** RECORDED DATA follows **

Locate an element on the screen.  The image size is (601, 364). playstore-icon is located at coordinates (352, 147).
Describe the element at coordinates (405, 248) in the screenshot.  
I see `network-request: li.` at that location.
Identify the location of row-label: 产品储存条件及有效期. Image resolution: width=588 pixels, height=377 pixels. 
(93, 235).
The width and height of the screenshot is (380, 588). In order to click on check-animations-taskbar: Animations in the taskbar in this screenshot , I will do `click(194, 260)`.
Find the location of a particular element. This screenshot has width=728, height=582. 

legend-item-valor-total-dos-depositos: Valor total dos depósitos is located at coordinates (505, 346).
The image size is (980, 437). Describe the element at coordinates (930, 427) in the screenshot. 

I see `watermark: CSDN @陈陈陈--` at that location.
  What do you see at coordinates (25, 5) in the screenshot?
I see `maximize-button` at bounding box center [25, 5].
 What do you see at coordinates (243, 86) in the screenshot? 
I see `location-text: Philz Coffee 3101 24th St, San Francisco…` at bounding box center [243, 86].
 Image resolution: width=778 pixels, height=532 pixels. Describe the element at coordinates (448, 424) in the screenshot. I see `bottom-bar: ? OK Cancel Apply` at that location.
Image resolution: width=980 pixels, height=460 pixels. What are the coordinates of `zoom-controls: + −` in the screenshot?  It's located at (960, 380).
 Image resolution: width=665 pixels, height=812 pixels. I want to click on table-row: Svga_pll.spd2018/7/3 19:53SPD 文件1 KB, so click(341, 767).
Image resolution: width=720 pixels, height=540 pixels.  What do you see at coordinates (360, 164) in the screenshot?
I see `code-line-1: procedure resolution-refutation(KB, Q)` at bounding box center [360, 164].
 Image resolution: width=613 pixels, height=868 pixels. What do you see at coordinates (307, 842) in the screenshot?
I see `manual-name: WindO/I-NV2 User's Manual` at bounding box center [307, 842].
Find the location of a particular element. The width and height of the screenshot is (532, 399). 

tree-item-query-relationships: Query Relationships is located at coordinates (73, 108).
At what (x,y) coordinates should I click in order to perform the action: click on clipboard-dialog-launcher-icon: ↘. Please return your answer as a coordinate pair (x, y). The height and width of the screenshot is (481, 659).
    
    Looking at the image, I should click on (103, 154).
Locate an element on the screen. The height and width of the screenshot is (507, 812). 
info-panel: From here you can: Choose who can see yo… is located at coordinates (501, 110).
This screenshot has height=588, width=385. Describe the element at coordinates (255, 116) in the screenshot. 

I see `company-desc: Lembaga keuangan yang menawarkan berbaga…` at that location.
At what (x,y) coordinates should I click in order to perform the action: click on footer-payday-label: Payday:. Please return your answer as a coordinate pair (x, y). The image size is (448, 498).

** End of RECORDED DATA **

**PROMPT**
A word-for-word restatement of every record above is expected.

**TASK ANSWER**
Locate an element on the screen.  The image size is (601, 364). playstore-icon is located at coordinates (352, 147).
Describe the element at coordinates (405, 248) in the screenshot.  
I see `network-request: li.` at that location.
Identify the location of row-label: 产品储存条件及有效期. Image resolution: width=588 pixels, height=377 pixels. 
(93, 235).
The width and height of the screenshot is (380, 588). In order to click on check-animations-taskbar: Animations in the taskbar in this screenshot , I will do `click(194, 260)`.
Find the location of a particular element. This screenshot has width=728, height=582. 

legend-item-valor-total-dos-depositos: Valor total dos depósitos is located at coordinates (505, 346).
The image size is (980, 437). Describe the element at coordinates (930, 427) in the screenshot. 

I see `watermark: CSDN @陈陈陈--` at that location.
  What do you see at coordinates (25, 5) in the screenshot?
I see `maximize-button` at bounding box center [25, 5].
 What do you see at coordinates (243, 86) in the screenshot? 
I see `location-text: Philz Coffee 3101 24th St, San Francisco…` at bounding box center [243, 86].
 Image resolution: width=778 pixels, height=532 pixels. Describe the element at coordinates (448, 424) in the screenshot. I see `bottom-bar: ? OK Cancel Apply` at that location.
Image resolution: width=980 pixels, height=460 pixels. What are the coordinates of `zoom-controls: + −` in the screenshot?  It's located at (960, 380).
 Image resolution: width=665 pixels, height=812 pixels. I want to click on table-row: Svga_pll.spd2018/7/3 19:53SPD 文件1 KB, so click(341, 767).
Image resolution: width=720 pixels, height=540 pixels.  What do you see at coordinates (360, 164) in the screenshot?
I see `code-line-1: procedure resolution-refutation(KB, Q)` at bounding box center [360, 164].
 Image resolution: width=613 pixels, height=868 pixels. What do you see at coordinates (307, 842) in the screenshot?
I see `manual-name: WindO/I-NV2 User's Manual` at bounding box center [307, 842].
Find the location of a particular element. The width and height of the screenshot is (532, 399). 

tree-item-query-relationships: Query Relationships is located at coordinates (73, 108).
At what (x,y) coordinates should I click in order to perform the action: click on clipboard-dialog-launcher-icon: ↘. Please return your answer as a coordinate pair (x, y). The height and width of the screenshot is (481, 659).
    
    Looking at the image, I should click on (103, 154).
Locate an element on the screen. The height and width of the screenshot is (507, 812). 
info-panel: From here you can: Choose who can see yo… is located at coordinates (501, 110).
This screenshot has height=588, width=385. Describe the element at coordinates (255, 116) in the screenshot. 

I see `company-desc: Lembaga keuangan yang menawarkan berbaga…` at that location.
At what (x,y) coordinates should I click in order to perform the action: click on footer-payday-label: Payday:. Please return your answer as a coordinate pair (x, y). The image size is (448, 498).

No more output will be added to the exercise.